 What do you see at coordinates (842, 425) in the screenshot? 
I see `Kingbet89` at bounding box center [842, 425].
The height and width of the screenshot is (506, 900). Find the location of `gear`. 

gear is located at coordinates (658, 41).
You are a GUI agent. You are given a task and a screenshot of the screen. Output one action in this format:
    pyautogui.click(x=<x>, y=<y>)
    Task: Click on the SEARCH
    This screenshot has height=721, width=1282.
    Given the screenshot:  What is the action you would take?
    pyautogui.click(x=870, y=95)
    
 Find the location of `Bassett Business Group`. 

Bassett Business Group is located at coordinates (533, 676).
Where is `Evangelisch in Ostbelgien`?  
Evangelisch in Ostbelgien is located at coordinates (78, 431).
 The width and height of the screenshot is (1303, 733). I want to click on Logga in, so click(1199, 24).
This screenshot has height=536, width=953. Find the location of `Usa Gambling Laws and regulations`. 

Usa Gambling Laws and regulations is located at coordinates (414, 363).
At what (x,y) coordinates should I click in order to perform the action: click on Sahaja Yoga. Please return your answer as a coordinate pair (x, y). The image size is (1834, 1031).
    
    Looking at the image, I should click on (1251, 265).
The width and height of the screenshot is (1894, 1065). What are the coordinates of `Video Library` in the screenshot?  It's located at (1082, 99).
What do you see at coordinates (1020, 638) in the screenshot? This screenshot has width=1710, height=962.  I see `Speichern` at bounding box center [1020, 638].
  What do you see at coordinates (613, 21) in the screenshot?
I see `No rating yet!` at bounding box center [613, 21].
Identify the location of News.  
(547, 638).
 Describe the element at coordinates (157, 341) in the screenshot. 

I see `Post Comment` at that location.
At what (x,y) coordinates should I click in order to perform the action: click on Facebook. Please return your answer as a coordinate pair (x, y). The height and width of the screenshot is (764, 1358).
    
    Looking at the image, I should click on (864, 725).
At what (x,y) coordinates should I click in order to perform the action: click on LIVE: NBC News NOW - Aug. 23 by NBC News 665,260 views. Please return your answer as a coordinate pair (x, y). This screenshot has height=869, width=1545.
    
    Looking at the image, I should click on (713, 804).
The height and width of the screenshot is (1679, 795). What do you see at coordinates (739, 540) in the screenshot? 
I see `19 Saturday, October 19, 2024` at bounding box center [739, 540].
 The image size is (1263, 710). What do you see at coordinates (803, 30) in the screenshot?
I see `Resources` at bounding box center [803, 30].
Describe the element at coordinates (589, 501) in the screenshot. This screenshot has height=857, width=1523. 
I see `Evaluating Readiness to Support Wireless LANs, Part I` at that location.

- - -

What the task requires -
Reproduce every line of the material exactly.

Solution -
 What do you see at coordinates (842, 425) in the screenshot? 
I see `Kingbet89` at bounding box center [842, 425].
The height and width of the screenshot is (506, 900). Find the location of `gear`. 

gear is located at coordinates (658, 41).
You are a GUI agent. You are given a task and a screenshot of the screen. Output one action in this format:
    pyautogui.click(x=<x>, y=<y>)
    Task: Click on the SEARCH
    This screenshot has height=721, width=1282.
    Given the screenshot:  What is the action you would take?
    pyautogui.click(x=870, y=95)
    
 Find the location of `Bassett Business Group`. 

Bassett Business Group is located at coordinates (533, 676).
Where is `Evangelisch in Ostbelgien`?  
Evangelisch in Ostbelgien is located at coordinates (78, 431).
 The width and height of the screenshot is (1303, 733). I want to click on Logga in, so click(1199, 24).
This screenshot has height=536, width=953. Find the location of `Usa Gambling Laws and regulations`. 

Usa Gambling Laws and regulations is located at coordinates (414, 363).
At what (x,y) coordinates should I click in order to perform the action: click on Sahaja Yoga. Please return your answer as a coordinate pair (x, y). The image size is (1834, 1031).
    
    Looking at the image, I should click on (1251, 265).
The width and height of the screenshot is (1894, 1065). What are the coordinates of `Video Library` in the screenshot?  It's located at (1082, 99).
What do you see at coordinates (1020, 638) in the screenshot? This screenshot has width=1710, height=962.  I see `Speichern` at bounding box center [1020, 638].
  What do you see at coordinates (613, 21) in the screenshot?
I see `No rating yet!` at bounding box center [613, 21].
Identify the location of News.  
(547, 638).
 Describe the element at coordinates (157, 341) in the screenshot. 

I see `Post Comment` at that location.
At what (x,y) coordinates should I click in order to perform the action: click on Facebook. Please return your answer as a coordinate pair (x, y). The height and width of the screenshot is (764, 1358).
    
    Looking at the image, I should click on (864, 725).
At what (x,y) coordinates should I click in order to perform the action: click on LIVE: NBC News NOW - Aug. 23 by NBC News 665,260 views. Please return your answer as a coordinate pair (x, y). This screenshot has height=869, width=1545.
    
    Looking at the image, I should click on (713, 804).
The height and width of the screenshot is (1679, 795). What do you see at coordinates (739, 540) in the screenshot? 
I see `19 Saturday, October 19, 2024` at bounding box center [739, 540].
 The image size is (1263, 710). What do you see at coordinates (803, 30) in the screenshot?
I see `Resources` at bounding box center [803, 30].
Describe the element at coordinates (589, 501) in the screenshot. This screenshot has height=857, width=1523. 
I see `Evaluating Readiness to Support Wireless LANs, Part I` at that location.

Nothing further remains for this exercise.